Cheney rips Kerry claims of conservative values
Patriotism and economy play to crowds on tour
Vice President Dick Cheney, with granddaughter Kate and wife Lynne, waves to supporters in Lisbon, Ohio.
Charles P. Saus, Associated Press
WHEELING, W.Va. Embarking on his first serious campaigning of the 2004 election, Vice President Dick Cheney lit into Sen. John Kerry, the expected Democratic nominee, for trying to portray himself as the candidate of conservative values despite a voting record that Cheney said argued otherwise.
"Sometimes I think John Kerry develops amnesia when he gets out on the campaign trail," Cheney said mockingly in front of a booming and loyal crowd at a Republican Party rally here Saturday, before ticking off a list of Kerry's votes against bans on flag burning and late-term abortions, and in support of gun control.
"On these and a whole host of values," the vice president told the crowd, "John Kerry's votes and statements put him on the left and out of the mainstream and out of touch with the conservative values of the heartland."
Cheney played hard to patriotism and concerns about the economy on a Fourth of July weekend bus tour through the swing states of Ohio, Pennsylvania and West Virginia. Kerry embarked on a similar bus tour this weekend as the two campaigns vie for rural votes.
Resuming his position as the Bush campaign's attack dog, Cheney painted a Kerry presidency as one that would drag down the economy with higher taxes and tremble in the face of terrorism.
"These are not times for leaders who shift with the political winds, saying one thing one day and another the next," Cheney told the crowds here and at another rally in Parma, Ohio, a suburb of Cleveland. "We need a commander-in-chief with clear vision and steady determination, and that's just what we have in George W. Bush."
A day after the government reported that recent months of job growth had slowed in June, Cheney argued that tax cuts had set the economy on pattern of increasing employment. And after weeks of criticism that the administration had led the nation into war based on unsubstantiated links between Iraq and the attacks of Sept. 11, he defended the American-led actions in Afghanistan and Iraq as fights against terrorism and tyranny.
"Terrorist attacks are not caused by the use of strength, they are invited by the perception of weakness," he declared, replaying a line that has become standard in his speeches over the past several weeks.
The Kerry campaign responded to Cheney's attack by emphasizing Kerry's military service. "Considering Dick Cheney got five deferments to avoid seeing combat, he's the last person who should be questioning a decorated Vietnam veteran on his allegiance to the flag," said Phil Singer, a spokesman for the Kerry campaign. "These broken-record attacks serve no purpose other than to divide the country."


--- Prompt ---
Send back the line that contains "Image dimensions: 1024" and all lines following it through the end of the data below, exactly, omitting pictures.

[Data extracts]

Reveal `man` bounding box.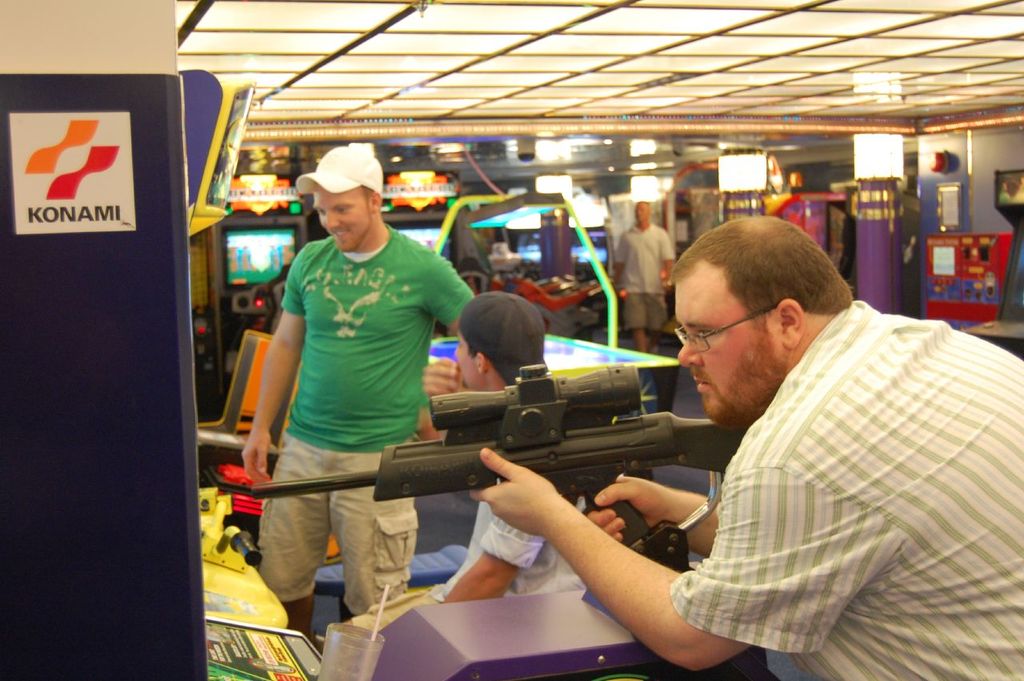
Revealed: select_region(467, 214, 1023, 680).
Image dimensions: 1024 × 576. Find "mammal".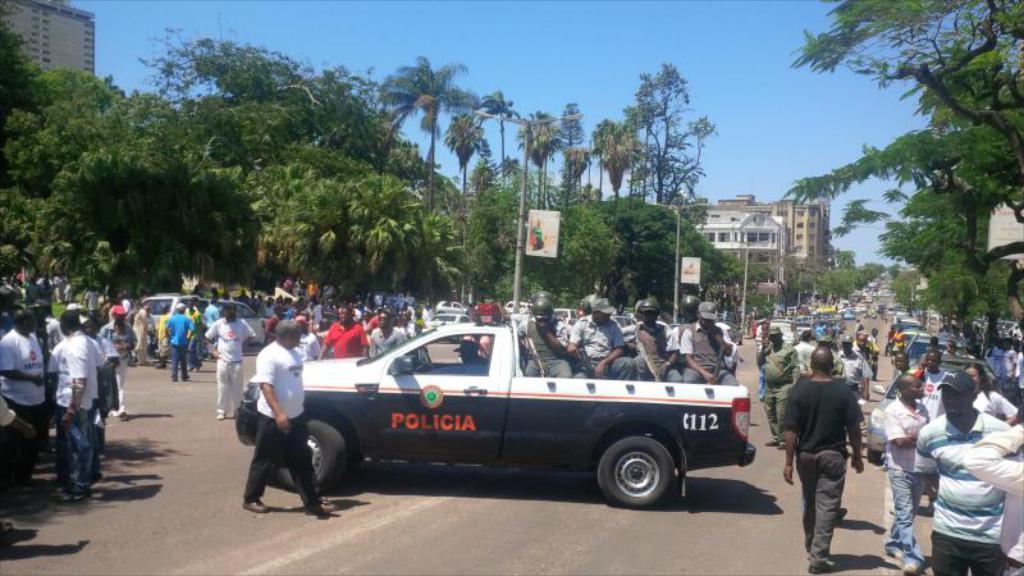
883:375:929:575.
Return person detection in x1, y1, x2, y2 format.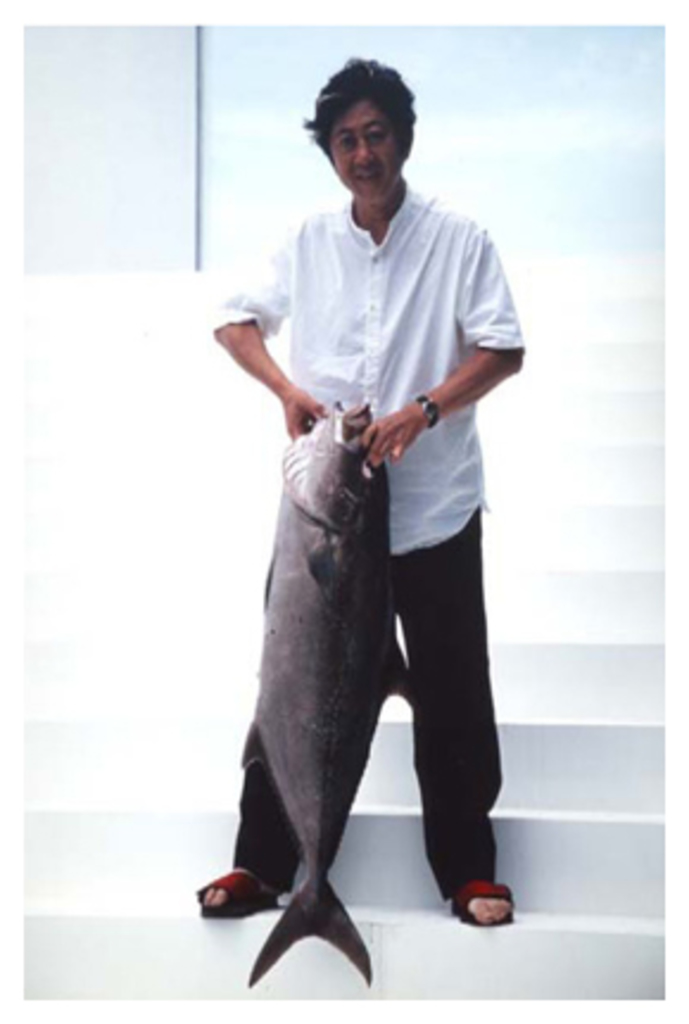
195, 50, 518, 929.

[/Data extracts]

--- Answer space ---
Image dimensions: 1024 × 576. Find "mammal".
883:375:929:575.
Return person detection in x1, y1, x2, y2 format.
195, 50, 518, 929.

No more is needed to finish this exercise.